Bishop Kemme thanks healthcare workers at the Annual White Mass in the Cathedral
Bishop Carl A. Kemme told healthcare workers at the Annual White Mass Sunday, Oct. 27, that Catholic healthcare is unique.
“It embodies the same understanding of the human person as Jesus had,” he said in his homily, “that each person is endowed with inherent dignity and that every stage of life is sacred and deserves care and compassion. In Catholic healthcare, we never take care of people solely for profit or expediency, but simply because they are human beings made in the image and likeness of God.”
Speaking from his cathedra in the Cathedral of the Immaculate Conception in Wichita, the bishop said he was honored to welcome the doctors, physician assistants, nurses, and all others who serve in healthcare. “We pray that the Lord will guide your important service and that you will be the healing hands of Jesus to all who are sick.”
Sickness is inevitable, the bishop said. “For those of us who are healthy and strong, we do not concern ourselves with it, but for those whose health is weak or compromised, sickness and its effects is often a daily struggle.”
Disease and debilitating conditions were pervasive in Jesus’ time, Bishop Kemme said. “That is why we often hear in the Gospels that there were large crowds of sick and lame that looked to Jesus for healing and help. And Jesus spent much of his time serving the sick, touching them, and often healing them of their life-threatening and distressing illnesses.”
Jesus healed Bartimaeus
One of those Gospel figures, Bartimaeus, was a blind man who sat along the side of the road begging, the bishop said, referring to the day’s Gospel reading.

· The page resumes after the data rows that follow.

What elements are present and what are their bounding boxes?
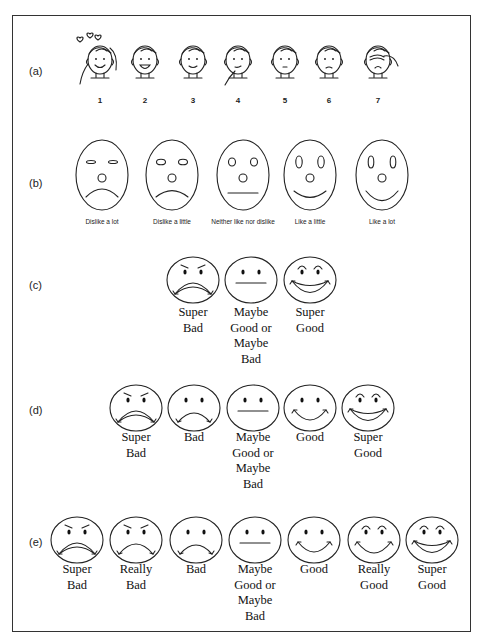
oval-face-1 (76, 140, 128, 210)
oval-face-3 (217, 140, 269, 210)
cartoon-face-3 (180, 46, 207, 78)
cartoon-face-4 (225, 46, 252, 85)
smiley-d-5-super-good (342, 385, 394, 431)
smiley-d-1-super-bad (110, 385, 162, 431)
oval-face-2 (146, 140, 198, 210)
smiley-e-5-good (288, 517, 340, 563)
oval-face-4 (284, 140, 336, 210)
smiley-c-2-neutral (225, 257, 277, 303)
smiley-d-2-bad (168, 385, 220, 431)
cartoon-face-7 (365, 46, 399, 78)
smiley-c-3-super-good (284, 257, 336, 303)
smiley-c-1-super-bad (167, 257, 219, 303)
smiley-e-2-really-bad (110, 517, 162, 563)
cartoon-face-5 (272, 46, 299, 78)
smiley-e-6-really-good (348, 517, 400, 563)
faces-layer (0, 0, 484, 642)
smiley-d-4-good (284, 385, 336, 431)
cartoon-face-1 (77, 33, 116, 84)
smiley-e-1-super-bad (51, 517, 103, 563)
oval-face-5 (356, 140, 408, 210)
cartoon-face-6 (316, 46, 343, 78)
cartoon-face-2 (132, 46, 159, 78)
smiley-d-3-neutral (227, 385, 279, 431)
smiley-e-3-bad (170, 517, 222, 563)
smiley-e-7-super-good (406, 517, 458, 563)
smiley-e-4-neutral (229, 517, 281, 563)
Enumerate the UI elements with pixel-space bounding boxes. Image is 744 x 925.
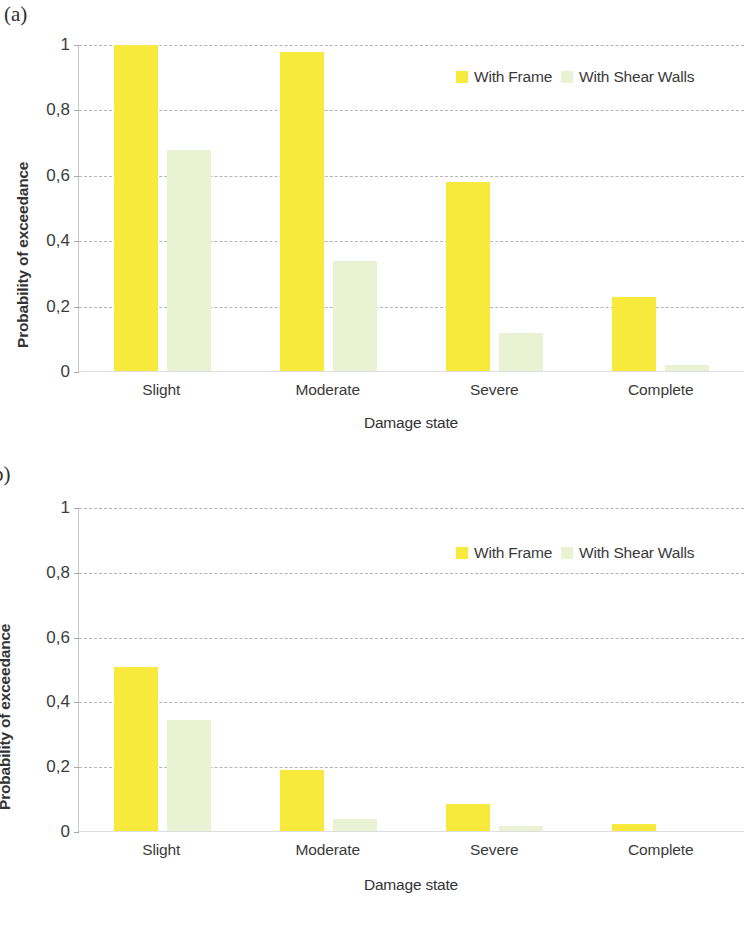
bar-group-moderate [245,508,411,832]
bar-moderate-with-shear-walls [333,261,377,372]
x-axis-category-severe: Severe [411,841,578,859]
bar-severe-with-frame [446,182,490,372]
bar-moderate-with-frame [280,770,324,832]
y-axis-label: 0 [14,363,70,380]
y-axis-label: 1 [14,36,70,53]
panel-label-a: (a) [4,2,27,27]
x-axis-category-complete: Complete [578,381,744,399]
legend-label: With Frame [474,68,552,86]
x-axis-line-a [79,371,744,372]
y-axis-label: 0,4 [14,693,70,710]
legend-entry: With Shear Walls [561,544,694,562]
y-axis-label: 0,2 [14,758,70,775]
y-axis-label: 0,8 [14,101,70,118]
legend-entry: With Shear Walls [561,68,694,86]
bar-severe-with-frame [446,804,490,832]
x-axis-category-severe: Severe [411,381,578,399]
x-axis-title-a: Damage state [78,414,744,432]
y-axis-tick [74,372,79,373]
x-axis-category-moderate: Moderate [245,841,412,859]
bar-slight-with-frame [114,667,158,832]
bar-slight-with-shear-walls [167,150,211,372]
legend-swatch-icon [561,547,573,559]
y-axis-label: 0,4 [14,232,70,249]
y-axis-title-b: Probability of exceedance [0,624,14,810]
bar-slight-with-shear-walls [167,720,211,832]
x-axis-categories-a: SlightModerateSevereComplete [78,381,744,399]
legend-swatch-icon [456,547,468,559]
bar-group-severe [412,45,578,372]
bar-complete-with-frame [612,297,656,372]
x-axis-line-b [79,831,744,832]
legend-entry: With Frame [456,68,552,86]
bar-group-slight [79,45,245,372]
x-axis-category-slight: Slight [78,381,245,399]
y-axis-tick [74,832,79,833]
plot-area-a [78,45,744,372]
bar-group-slight [79,508,245,832]
bar-group-moderate [245,45,411,372]
x-axis-category-moderate: Moderate [245,381,412,399]
y-axis-label: 0 [14,823,70,840]
x-axis-category-complete: Complete [578,841,744,859]
panel-label-b: b) [0,462,11,487]
x-axis-title-b: Damage state [78,876,744,894]
legend-label: With Frame [474,544,552,562]
legend-swatch-icon [561,71,573,83]
bar-moderate-with-frame [280,52,324,372]
x-axis-category-slight: Slight [78,841,245,859]
y-axis-label: 0,8 [14,564,70,581]
bar-group-complete [578,45,744,372]
legend-label: With Shear Walls [579,544,694,562]
legend-entry: With Frame [456,544,552,562]
legend-b: With FrameWith Shear Walls [456,544,694,562]
bar-slight-with-frame [114,45,158,372]
y-axis-label: 0,6 [14,629,70,646]
bar-groups-a [79,45,744,372]
legend-label: With Shear Walls [579,68,694,86]
legend-swatch-icon [456,71,468,83]
chart-panel-a: (a) Probability of exceedance 10,80,60,4… [0,0,744,460]
legend-a: With FrameWith Shear Walls [456,68,694,86]
chart-panel-b: b) Probability of exceedance 10,80,60,40… [0,460,744,925]
y-axis-label: 0,2 [14,298,70,315]
y-axis-label: 0,6 [14,167,70,184]
bar-severe-with-shear-walls [499,333,543,372]
y-axis-title-a: Probability of exceedance [14,162,32,348]
y-axis-label: 1 [14,499,70,516]
x-axis-categories-b: SlightModerateSevereComplete [78,841,744,859]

“When he heard that Jesus was passing by, for he already had faith, he cried out, ‘Jesus, Son of David, have pity on me.’ At first, he was rebuked but Jesus said, ‘Call him.’ And the man threw aside his cloak and ran to Jesus. ‘I want to see,’ was his response when Jesus asked what he wanted. ‘I want to see.’ Then and there he received his sight and began to follow Jesus on the way.”

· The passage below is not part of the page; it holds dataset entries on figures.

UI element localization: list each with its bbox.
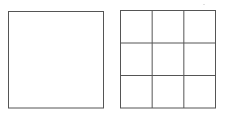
- diagram-canvas: [0, 0, 226, 117]
- grid-square: [121, 11, 216, 109]
- stray-dot: [203, 4, 204, 5]
- plain-square: [9, 12, 104, 109]
- plain-square-border: [9, 12, 104, 109]
- grid-square-border: [121, 11, 216, 109]
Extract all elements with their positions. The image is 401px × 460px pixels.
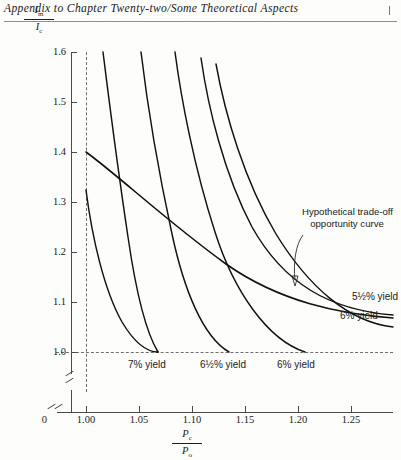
annotation-leader-line: [294, 235, 303, 280]
annotation-line-2: opportunity curve: [302, 218, 400, 230]
chart-figure: 1.6 1.5 1.4 1.3 1.2 1.1 1.0 1.00 1.05 1.…: [0, 22, 401, 454]
curve-label-6-percent-bottom: 6% yield: [277, 359, 315, 370]
curves-overlay: [0, 22, 401, 454]
fraction-bar: [24, 19, 54, 20]
curve-7-percent: [103, 52, 158, 352]
annotation-line-1: Hypothetical trade-off: [302, 206, 400, 218]
running-head: Appendix to Chapter Twenty-two/Some Theo…: [4, 2, 376, 15]
annotation-hypothetical-tradeoff: Hypothetical trade-off opportunity curve: [302, 206, 400, 231]
curve-5-half-percent: [201, 58, 393, 315]
curve-label-7-percent: 7% yield: [128, 359, 166, 370]
curve-label-6-percent-right: 6% yield: [340, 310, 378, 321]
curve-label-6-half-percent: 6½% yield: [200, 359, 246, 370]
curve-hypothetical-tradeoff: [86, 152, 393, 318]
curve-6-percent-right: [216, 64, 393, 327]
curve-6-half-percent: [141, 52, 229, 352]
y-title-numerator-sub: m: [38, 10, 43, 18]
curve-label-5-half-percent: 5½% yield: [352, 291, 398, 302]
header-tick-mark: [389, 6, 390, 15]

The words “I want to see” summarize the desires of all those who are ill, Bishop Kemme said.
“This is the cry that those who are in the healing arts hear every day. That is why Jesus has entrusted his healing ministry to the church and why the church has since the earliest days been in the business of health care.
“Often, in the history of the ages, when plagues and pandemics overtook cities, towns, and even countries, it was the church that stayed and helped as much as she could. Since then, the church has built hospitals and clinics to provide quality health care and healing for those burdened by sickness and disease.”
Pray for healthcare workers
The bishop urged the faithful to pray for and support Catholic healthcare in the diocese, the country, and the world.
“The increasing secular culture all around us with its obsession with profit, expediency, rapid results, with its admission to gender ideology, abortion as so-called health care, with its so-called death with dignity for the elderly and the disabled, and many other increasingly troubling and destructive trends, all of this makes Catholic healthcare, as challenging as it truly is, even more important and necessary because the dignity of the human person is nowhere more on display than when a person is sick or disabled or in need of healing.”
Follow Christ’s example
He urged healthcare workers to welcome the sick as Christ welcomed the blind man and all the sick who sought healing.
Bishop Kemme closed his homily by thanking healthcare workers for their service.
“Thank you for all you do to extend the healing hands and heart of Jesus to those entrusted to your care. We know your service is not easy and that because of the many demands related to your service, burnout is a great danger. May our prayers strengthen you and help you to continue to be healers after the mind and heart of Jesus, the greatest healer of all.”